Frequently asked questions about thinking, epistemology, and cognitive tools. 1480 answers
Connections that exist today may not have existed yesterday or may not exist tomorrow.
Connections that exist today may not have existed yesterday or may not exist tomorrow.
Connections that exist today may not have existed yesterday or may not exist tomorrow.
Select a relationship map you already maintain — your professional network, your project dependency diagram, your personal knowledge graph, or even your mental model of your team. Now perform a temporal audit. Pick five relationships (edges) in that map and for each one, answer three questions:.
Treating your relationship maps as permanent architecture. You draw the diagram once — the org chart, the stakeholder map, the dependency graph, the network of collaborators — and then you operate as though those connections are load-bearing walls that will hold indefinitely. The failure compounds.
Connections that exist today may not have existed yesterday or may not exist tomorrow.
If A relates to B and B relates to C there may be an implied relationship between A and C.
If A relates to B and B relates to C there may be an implied relationship between A and C.
If A relates to B and B relates to C there may be an implied relationship between A and C.
If A relates to B and B relates to C there may be an implied relationship between A and C.
If A relates to B and B relates to C there may be an implied relationship between A and C.
Map one transitive chain in your own life. Pick a relationship that matters to you — professional, personal, or intellectual — and trace how you arrived at it. Write down the intermediary: who introduced you, what event connected you, or what piece of knowledge led to the next. Now extend the.
Assuming all relationships are transitive when most are not. You trust your friend, and your friend trusts a stranger, so you extend trust to the stranger — but your friend's criteria for trust may be entirely different from yours. You see that your manager reports to the VP and the VP reports to.
If A relates to B and B relates to C there may be an implied relationship between A and C.
Multiple paths between important nodes make a system more robust.
Multiple paths between important nodes make a system more robust.
Multiple paths between important nodes make a system more robust.
Map one critical dependency in your life — a skill, a relationship, a tool, an income source, or an information channel that, if it disappeared tomorrow, would cause serious disruption. Now identify your current redundancy level for that dependency. Do you have zero backup paths (single point of.
Confusing redundancy with waste. You will recognize this failure when you resist creating backup systems because they seem inefficient, when you optimize for leanness by eliminating every 'duplicate' capability, or when you centralize all critical functions through a single point because it feels.
Multiple paths between important nodes make a system more robust.
When everything must flow through a single connection that connection is a critical vulnerability.
When everything must flow through a single connection that connection is a critical vulnerability.
When everything must flow through a single connection that connection is a critical vulnerability.
When everything must flow through a single connection that connection is a critical vulnerability.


§ **ASSIGNMENT**: Each line of the entries, from the first to the line containing "Image is 907x411 pixels.", is to be transcribed exactly as it stands; include no other lines.

[ENTRIES SHOWN — start]

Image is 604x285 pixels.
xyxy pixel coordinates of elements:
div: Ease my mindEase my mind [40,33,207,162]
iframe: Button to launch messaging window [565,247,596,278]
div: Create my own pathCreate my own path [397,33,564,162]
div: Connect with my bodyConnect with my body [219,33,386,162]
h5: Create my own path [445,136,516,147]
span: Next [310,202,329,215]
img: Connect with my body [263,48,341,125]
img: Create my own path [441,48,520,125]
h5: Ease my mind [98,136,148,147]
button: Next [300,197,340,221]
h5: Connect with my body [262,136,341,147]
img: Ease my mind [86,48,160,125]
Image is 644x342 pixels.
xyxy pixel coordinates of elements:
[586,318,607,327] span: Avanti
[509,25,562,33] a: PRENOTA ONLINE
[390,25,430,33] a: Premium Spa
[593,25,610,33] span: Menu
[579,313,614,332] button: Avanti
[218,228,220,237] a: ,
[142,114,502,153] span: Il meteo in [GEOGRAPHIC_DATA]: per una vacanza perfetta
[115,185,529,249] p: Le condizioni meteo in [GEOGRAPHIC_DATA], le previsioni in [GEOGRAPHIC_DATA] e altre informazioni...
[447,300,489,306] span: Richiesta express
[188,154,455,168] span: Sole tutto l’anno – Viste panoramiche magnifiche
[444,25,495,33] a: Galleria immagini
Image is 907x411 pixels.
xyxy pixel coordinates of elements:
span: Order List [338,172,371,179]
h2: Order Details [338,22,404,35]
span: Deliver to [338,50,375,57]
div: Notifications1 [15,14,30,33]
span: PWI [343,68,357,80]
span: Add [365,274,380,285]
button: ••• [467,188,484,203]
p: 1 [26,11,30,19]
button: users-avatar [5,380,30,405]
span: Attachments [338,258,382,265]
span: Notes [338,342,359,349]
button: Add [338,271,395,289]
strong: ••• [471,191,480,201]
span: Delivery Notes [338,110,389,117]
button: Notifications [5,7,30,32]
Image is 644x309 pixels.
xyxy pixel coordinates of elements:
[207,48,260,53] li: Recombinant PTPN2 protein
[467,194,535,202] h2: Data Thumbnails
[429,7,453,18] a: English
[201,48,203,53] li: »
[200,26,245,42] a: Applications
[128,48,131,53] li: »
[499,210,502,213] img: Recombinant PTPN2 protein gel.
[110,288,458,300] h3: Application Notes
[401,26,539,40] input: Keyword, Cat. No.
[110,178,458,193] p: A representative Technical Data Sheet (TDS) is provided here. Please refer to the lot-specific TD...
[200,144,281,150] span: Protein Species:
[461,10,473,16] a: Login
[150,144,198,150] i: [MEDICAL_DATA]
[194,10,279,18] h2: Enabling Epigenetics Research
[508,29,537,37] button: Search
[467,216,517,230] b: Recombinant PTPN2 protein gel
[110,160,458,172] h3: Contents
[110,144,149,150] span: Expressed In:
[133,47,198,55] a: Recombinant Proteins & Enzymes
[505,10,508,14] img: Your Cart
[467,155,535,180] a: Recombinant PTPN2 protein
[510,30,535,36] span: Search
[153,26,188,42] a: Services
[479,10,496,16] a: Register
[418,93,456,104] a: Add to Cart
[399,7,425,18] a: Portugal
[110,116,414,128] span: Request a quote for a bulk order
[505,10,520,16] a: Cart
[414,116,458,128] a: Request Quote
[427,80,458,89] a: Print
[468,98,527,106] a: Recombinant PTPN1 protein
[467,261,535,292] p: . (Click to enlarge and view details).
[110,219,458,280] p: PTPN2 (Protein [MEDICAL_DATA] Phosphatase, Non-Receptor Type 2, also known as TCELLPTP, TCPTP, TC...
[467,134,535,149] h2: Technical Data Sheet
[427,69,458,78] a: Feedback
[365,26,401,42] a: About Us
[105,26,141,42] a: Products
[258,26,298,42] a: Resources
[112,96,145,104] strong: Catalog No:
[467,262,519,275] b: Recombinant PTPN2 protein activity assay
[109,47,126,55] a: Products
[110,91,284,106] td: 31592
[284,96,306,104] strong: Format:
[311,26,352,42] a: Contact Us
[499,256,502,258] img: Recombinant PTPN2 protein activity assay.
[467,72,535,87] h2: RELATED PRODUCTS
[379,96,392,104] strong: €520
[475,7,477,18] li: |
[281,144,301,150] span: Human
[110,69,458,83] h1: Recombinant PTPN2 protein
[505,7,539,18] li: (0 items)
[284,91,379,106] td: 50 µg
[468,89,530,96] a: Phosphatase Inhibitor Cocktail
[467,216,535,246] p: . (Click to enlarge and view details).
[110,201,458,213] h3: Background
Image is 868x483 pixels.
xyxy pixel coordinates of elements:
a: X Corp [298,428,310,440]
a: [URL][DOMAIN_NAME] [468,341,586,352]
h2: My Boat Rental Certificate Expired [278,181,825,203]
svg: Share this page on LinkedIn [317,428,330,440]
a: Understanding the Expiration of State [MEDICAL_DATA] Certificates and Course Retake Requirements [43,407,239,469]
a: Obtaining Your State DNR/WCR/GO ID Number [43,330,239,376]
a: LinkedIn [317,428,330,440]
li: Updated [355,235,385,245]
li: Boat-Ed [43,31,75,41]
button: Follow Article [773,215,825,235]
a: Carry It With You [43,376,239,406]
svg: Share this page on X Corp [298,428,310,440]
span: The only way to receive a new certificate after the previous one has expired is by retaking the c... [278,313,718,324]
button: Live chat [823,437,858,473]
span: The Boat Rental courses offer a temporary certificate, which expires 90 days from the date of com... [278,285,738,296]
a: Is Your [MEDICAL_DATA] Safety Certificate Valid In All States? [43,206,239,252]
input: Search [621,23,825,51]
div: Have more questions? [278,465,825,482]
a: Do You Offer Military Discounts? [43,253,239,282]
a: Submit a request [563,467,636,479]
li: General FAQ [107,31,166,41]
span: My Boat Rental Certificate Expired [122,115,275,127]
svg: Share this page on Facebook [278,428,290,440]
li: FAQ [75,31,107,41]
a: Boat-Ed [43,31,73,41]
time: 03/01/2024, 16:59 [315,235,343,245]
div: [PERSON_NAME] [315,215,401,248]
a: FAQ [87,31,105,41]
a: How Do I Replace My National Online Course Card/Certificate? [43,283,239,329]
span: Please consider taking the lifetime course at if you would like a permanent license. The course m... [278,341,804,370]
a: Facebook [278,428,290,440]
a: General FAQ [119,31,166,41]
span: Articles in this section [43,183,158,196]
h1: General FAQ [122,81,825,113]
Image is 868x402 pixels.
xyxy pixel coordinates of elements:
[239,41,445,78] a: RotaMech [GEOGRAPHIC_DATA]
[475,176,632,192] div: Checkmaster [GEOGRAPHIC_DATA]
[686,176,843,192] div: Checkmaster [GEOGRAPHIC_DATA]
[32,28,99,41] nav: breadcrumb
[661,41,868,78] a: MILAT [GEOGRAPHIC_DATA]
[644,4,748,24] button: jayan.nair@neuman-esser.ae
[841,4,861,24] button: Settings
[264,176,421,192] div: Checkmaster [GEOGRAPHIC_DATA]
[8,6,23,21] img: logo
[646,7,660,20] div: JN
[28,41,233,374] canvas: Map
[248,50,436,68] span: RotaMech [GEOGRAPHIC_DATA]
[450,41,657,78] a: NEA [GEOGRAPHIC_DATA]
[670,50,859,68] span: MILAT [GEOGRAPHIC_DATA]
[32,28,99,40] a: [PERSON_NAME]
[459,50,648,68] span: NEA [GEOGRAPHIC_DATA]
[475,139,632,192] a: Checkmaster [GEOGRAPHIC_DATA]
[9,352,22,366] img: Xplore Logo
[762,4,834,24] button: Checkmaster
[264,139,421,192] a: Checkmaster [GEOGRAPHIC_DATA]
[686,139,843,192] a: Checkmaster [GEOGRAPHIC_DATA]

[ENTRIES SHOWN — finish]

§ **EXERCISE ANSWER**:
Image is 604x285 pixels.
xyxy pixel coordinates of elements:
div: Ease my mindEase my mind [40,33,207,162]
iframe: Button to launch messaging window [565,247,596,278]
div: Create my own pathCreate my own path [397,33,564,162]
div: Connect with my bodyConnect with my body [219,33,386,162]
h5: Create my own path [445,136,516,147]
span: Next [310,202,329,215]
img: Connect with my body [263,48,341,125]
img: Create my own path [441,48,520,125]
h5: Ease my mind [98,136,148,147]
button: Next [300,197,340,221]
h5: Connect with my body [262,136,341,147]
img: Ease my mind [86,48,160,125]
Image is 644x342 pixels.
xyxy pixel coordinates of elements:
[586,318,607,327] span: Avanti
[509,25,562,33] a: PRENOTA ONLINE
[390,25,430,33] a: Premium Spa
[593,25,610,33] span: Menu
[579,313,614,332] button: Avanti
[218,228,220,237] a: ,
[142,114,502,153] span: Il meteo in [GEOGRAPHIC_DATA]: per una vacanza perfetta
[115,185,529,249] p: Le condizioni meteo in [GEOGRAPHIC_DATA], le previsioni in [GEOGRAPHIC_DATA] e altre informazioni...
[447,300,489,306] span: Richiesta express
[188,154,455,168] span: Sole tutto l’anno – Viste panoramiche magnifiche
[444,25,495,33] a: Galleria immagini
Image is 907x411 pixels.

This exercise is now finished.